'Bullied' councillor calls for national investigation into Labour anti-Ahmadi prejudice
Labour representatives have been accused of tolerating and spreading hate speech about persecuted sect.
A Labour councillor who claims she was bullied and forced to resign for defending a persecuted Muslim community has called for the party to launch a national investigation into prejudice against the sect.
Sue White resigned from Cardiff Council last week, claiming that she had been bullied for defending the local Ahmadiyya Muslim Community.
The Ahmadi regard 19th century religious teacher Mirza Ghulam Ahmed as a prophet and self-identify as Muslims, but are regarded as apostates by Islamic hardliners and have faced decades of violent persecution in Pakistan. Their anti-extremism work has been praised by Prime Minster Theresa May.
Ealier in the year the violence spilled into the UK, when Ahmadi Asad Shah was stabbed and beaten to death in March in his Glasgow shop by an Islamic extremist.
White claims a party colleague spread smears alleging the Ahmadi were linked to terror group Isis, and when she proposed a motion condemning persecution of the group not a single colleague supported her.
Labour has launched an investigation into White's allegations, and now she has called for the party to broaden its inquiry nationally.
"I would like UK Labour to be involved because discrimination against the Ahmadiyya is not confined to Cardiff. It has been painfully evident in other areas of Britain including Birmingham and London. I am also concerned that complaints of bullying taken to Welsh Labour in the past have not been dealt with to the victims' satisfaction," said White in a statement to IBTimes UK.
It is not the first time Labour has been accused of failing to confront anti-Ahmadi prejudice in its ranks.
In the 2010 general election, the campaign of current London mayor Sadiq Khan was accused of helping a Tooting local mosque stir up anti-Ahmadi prejudice to secure victory over Lib Dem Nasser Butt, a member of the Ahmadi community.
In August, IBTimes UK reported that Labour-led Birmingham Council interfaith committee had buckled to sectarian hardliners, refusing to admit the Ahmadi unless they renounced claims to be Muslims.
The same month, Luton Labour MP Gavin Shuker invited cleric Abdul Aziz Chishti to an event in parliament. The Markazi Jamat-E-Ahle Sunnat UK & Overseas Trust charity, where Chishti is chief trustee, has organised events for the Khatme Nubuwwat movement, which is implicated in violent anti-Ahmadi persecution in Pakistan and spreading anti-Ahmadi hate speech in Britain. His Jamia Islamia Ghousia mosque in Luton has also hosted conferences for the group.
MP Siobhain McDonagh believes that UK authorities need to take a harder line against anti-Ahmadi persecution in the UK, and backs a national investigation into the issue.
"I am very concerned to hear of the bullying and discrimination that Cllr Sue White has encountered. Any forms of racial or religious discrimination are absolutely unacceptable and they have no place in our party, or anywhere in politics," said McDonagh.
Though I have no personal experience of this in Cardiff, I fully endorse the forthcoming review into Cardiff Labour, to explore and tackle anti-Ahmadi hatred that is being promoted there. But I will also be writing to Labour's general secretary, calling for a full, national review into the rise of prejudice faced by the Ahmadiyya Muslim Community."
The Labour Party had not responded to a request for comment by the time of publication.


Work to complete - Please reproduce the lines from the one containing "For every button, label, input, icon, or" through the end of the data below exactly as they stand, and omit all pictures.

Top of Exercise materials

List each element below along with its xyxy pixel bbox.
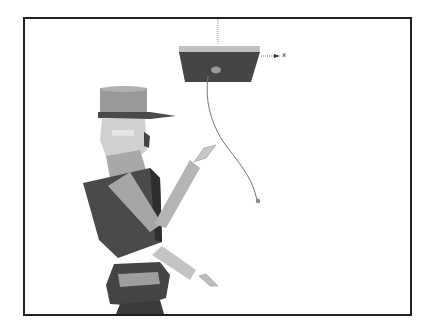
head (100, 119, 150, 156)
string-end-knob (256, 199, 260, 203)
hand-lower (199, 274, 218, 286)
hips (106, 262, 170, 306)
x-axis-label: x (282, 51, 286, 59)
forearm (154, 160, 200, 228)
hand-raised (194, 145, 216, 162)
control-bar (179, 46, 260, 82)
marionette-illustration (0, 0, 432, 332)
puppet-string (207, 76, 257, 200)
x-axis-indicator (261, 54, 280, 58)
hat (98, 86, 176, 119)
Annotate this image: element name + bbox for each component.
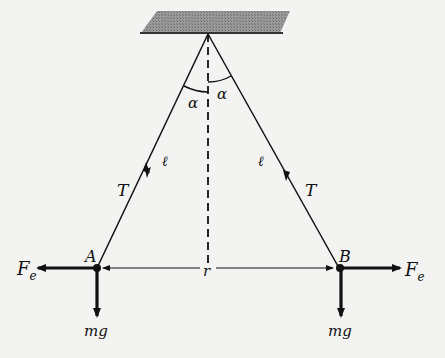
weight-label-left: mg xyxy=(84,322,108,340)
angle-arc-left xyxy=(184,86,208,92)
length-label-left: ℓ xyxy=(162,153,168,169)
diagram-canvas: α α ℓ ℓ T T A B r Fe Fe mg mg xyxy=(0,0,445,358)
angle-label-left: α xyxy=(188,94,198,112)
angle-arc-right xyxy=(208,76,231,82)
string-right xyxy=(208,34,339,268)
weight-label-right: mg xyxy=(328,322,352,340)
separation-label: r xyxy=(203,262,211,280)
electric-force-label-right: Fe xyxy=(404,259,425,284)
tension-label-right: T xyxy=(305,180,318,200)
point-label-b: B xyxy=(338,247,351,266)
point-label-a: A xyxy=(83,247,97,266)
length-label-right: ℓ xyxy=(258,153,264,169)
string-left xyxy=(97,34,208,268)
ceiling-support xyxy=(141,11,290,33)
electric-force-label-left: Fe xyxy=(16,258,37,283)
charged-pendulum-diagram: α α ℓ ℓ T T A B r Fe Fe mg mg xyxy=(0,0,445,358)
angle-label-right: α xyxy=(217,85,227,103)
tension-label-left: T xyxy=(117,180,130,200)
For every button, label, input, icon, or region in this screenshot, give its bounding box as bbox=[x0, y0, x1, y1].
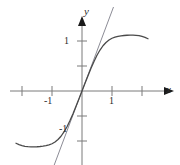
x-axis-label: x bbox=[166, 84, 171, 95]
x-tick-label-neg1: -1 bbox=[44, 96, 52, 106]
y-tick-label-neg1: -1 bbox=[59, 124, 67, 134]
x-tick-label-pos1: 1 bbox=[109, 96, 114, 106]
plot-canvas bbox=[0, 0, 180, 165]
function-graph-figure: y x -1 1 1 -1 bbox=[0, 0, 180, 165]
y-axis-label: y bbox=[84, 6, 89, 17]
y-axis-arrowhead bbox=[78, 16, 86, 26]
y-tick-label-pos1: 1 bbox=[64, 36, 69, 46]
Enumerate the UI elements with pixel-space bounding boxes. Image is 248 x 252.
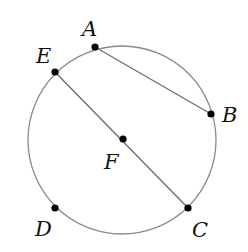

Bottom of Exercise materials

Solution for this problem -
For every button, label, input, icon, or region in this screenshot, give its bounding box as bbox=[x0, y0, x1, y1].
x-axis-label: x bbox=[166, 84, 171, 95]
x-tick-label-neg1: -1 bbox=[44, 96, 52, 106]
y-tick-label-neg1: -1 bbox=[59, 124, 67, 134]
x-tick-label-pos1: 1 bbox=[109, 96, 114, 106]
plot-canvas bbox=[0, 0, 180, 165]
function-graph-figure: y x -1 1 1 -1 bbox=[0, 0, 180, 165]
y-axis-label: y bbox=[84, 6, 89, 17]
y-axis-arrowhead bbox=[78, 16, 86, 26]
y-tick-label-pos1: 1 bbox=[64, 36, 69, 46]
Enumerate the UI elements with pixel-space bounding boxes. Image is 248 x 252.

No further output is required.